Book launch, On Agoraphobia by Graham Caveney
9A Beck St, Nottingham, NG1 1EQ
If we’re talking agoraphobia, we’re talking books. I slip between their covers, lose myself in the turn of one page, re-discover myself on the next. Reading is a game of hide-and-seek. Narrative and neurosis, uneasy bedfellows sleeping top to toe.
When Graham Caveney was in his early twenties he began to suffer from what was eventually diagnosed as agoraphobia. What followed were decades of managing his condition and learning to live within the narrow limits it imposed on his life: no motorways, no dual carriageways, no shopping centres, limited time outdoors.
Graham’s quest to understand his illness brought him back to his first love: books. From Harper Lee’s Boo Radley, Ford Madox Ford, Emily Dickinson, and Shirley Jackson: the literary world is replete with examples of agoraphobics – once you go looking for them.
On Agoraphobia is a fascinating, entertaining and sometimes painfully acute look at what it means to go through life with an anxiety disorder that evades easy definition.
Please join us for the launch of this new book – published today. See the extracts published in the Observer, appearing three days before this event.
Timings – doors open 6.30, book launch at 7.00
Bar available prior to the event and at the break
Register via Eventbrite. Booking essential
Venue: Antenna, 9A Beck St, Nottingham NG1 1EQ
As well as the launch, Graham will be interviewed by Colin Wright, Associate Professor of Critical Theory at the Univeristy of Nottingham and a practicing psychoanalyst.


**THE PROBLEM:** Search the data for the word "услуги" and copy out every line that has it.

Website and app data records
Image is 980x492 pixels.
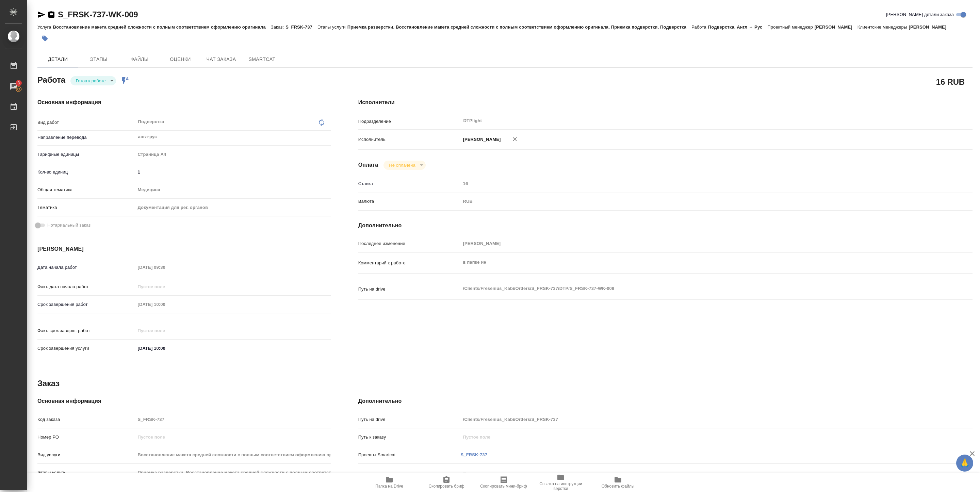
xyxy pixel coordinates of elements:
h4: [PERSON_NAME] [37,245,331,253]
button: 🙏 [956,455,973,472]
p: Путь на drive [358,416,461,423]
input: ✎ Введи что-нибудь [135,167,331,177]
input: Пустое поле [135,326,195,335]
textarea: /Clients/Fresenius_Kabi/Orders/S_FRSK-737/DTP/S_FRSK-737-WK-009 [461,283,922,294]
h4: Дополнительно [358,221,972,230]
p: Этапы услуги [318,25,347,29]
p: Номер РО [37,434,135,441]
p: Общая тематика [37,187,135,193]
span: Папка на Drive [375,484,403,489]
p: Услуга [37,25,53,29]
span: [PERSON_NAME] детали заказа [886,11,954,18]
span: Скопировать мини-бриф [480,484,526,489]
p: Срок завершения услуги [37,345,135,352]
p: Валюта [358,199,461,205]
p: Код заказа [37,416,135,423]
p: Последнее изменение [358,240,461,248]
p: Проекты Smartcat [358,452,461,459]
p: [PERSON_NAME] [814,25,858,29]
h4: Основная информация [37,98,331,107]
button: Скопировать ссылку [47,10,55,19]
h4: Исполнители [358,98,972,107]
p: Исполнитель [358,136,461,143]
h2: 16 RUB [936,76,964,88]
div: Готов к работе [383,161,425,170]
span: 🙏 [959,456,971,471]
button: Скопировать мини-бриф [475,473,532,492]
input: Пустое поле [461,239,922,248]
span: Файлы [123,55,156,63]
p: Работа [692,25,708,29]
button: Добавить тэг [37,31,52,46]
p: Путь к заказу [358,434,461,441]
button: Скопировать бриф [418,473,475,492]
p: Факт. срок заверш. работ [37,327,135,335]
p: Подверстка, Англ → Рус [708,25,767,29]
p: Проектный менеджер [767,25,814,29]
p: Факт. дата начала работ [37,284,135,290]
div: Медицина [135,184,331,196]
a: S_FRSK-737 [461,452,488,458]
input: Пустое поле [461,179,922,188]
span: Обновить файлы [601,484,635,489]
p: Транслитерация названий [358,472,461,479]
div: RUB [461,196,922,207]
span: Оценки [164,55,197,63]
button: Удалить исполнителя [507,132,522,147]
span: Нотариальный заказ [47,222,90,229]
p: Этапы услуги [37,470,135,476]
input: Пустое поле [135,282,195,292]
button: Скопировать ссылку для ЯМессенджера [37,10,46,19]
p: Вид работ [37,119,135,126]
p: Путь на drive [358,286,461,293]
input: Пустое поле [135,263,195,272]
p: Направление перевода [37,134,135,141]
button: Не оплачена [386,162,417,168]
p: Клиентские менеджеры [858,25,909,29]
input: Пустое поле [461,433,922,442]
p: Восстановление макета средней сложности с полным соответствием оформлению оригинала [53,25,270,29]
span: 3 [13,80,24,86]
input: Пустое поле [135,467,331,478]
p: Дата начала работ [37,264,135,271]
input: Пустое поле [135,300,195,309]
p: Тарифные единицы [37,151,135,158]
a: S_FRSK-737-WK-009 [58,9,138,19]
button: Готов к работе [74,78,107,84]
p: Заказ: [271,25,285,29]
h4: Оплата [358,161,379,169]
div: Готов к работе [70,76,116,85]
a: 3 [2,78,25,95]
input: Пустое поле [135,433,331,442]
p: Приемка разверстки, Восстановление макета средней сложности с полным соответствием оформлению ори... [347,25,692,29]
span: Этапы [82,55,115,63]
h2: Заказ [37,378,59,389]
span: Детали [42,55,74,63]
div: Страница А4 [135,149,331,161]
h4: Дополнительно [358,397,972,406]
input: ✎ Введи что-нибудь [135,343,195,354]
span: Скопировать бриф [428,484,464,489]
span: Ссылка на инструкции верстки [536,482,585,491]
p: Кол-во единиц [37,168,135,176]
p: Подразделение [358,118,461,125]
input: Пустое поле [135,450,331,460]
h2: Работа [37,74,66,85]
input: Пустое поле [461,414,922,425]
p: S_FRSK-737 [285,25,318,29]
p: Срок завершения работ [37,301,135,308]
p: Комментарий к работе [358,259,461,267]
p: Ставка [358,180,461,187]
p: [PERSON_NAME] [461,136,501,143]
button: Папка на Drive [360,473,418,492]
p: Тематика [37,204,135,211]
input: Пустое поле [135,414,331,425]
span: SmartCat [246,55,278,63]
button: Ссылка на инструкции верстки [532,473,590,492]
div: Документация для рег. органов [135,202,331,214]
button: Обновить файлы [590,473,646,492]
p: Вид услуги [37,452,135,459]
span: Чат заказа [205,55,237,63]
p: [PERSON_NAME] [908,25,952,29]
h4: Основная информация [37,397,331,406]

**EXERCISE OUTPUT:**
p: Этапы услуги [318,25,347,29]
p: Срок завершения услуги [37,345,135,352]
p: Этапы услуги [37,470,135,476]
p: Вид услуги [37,452,135,459]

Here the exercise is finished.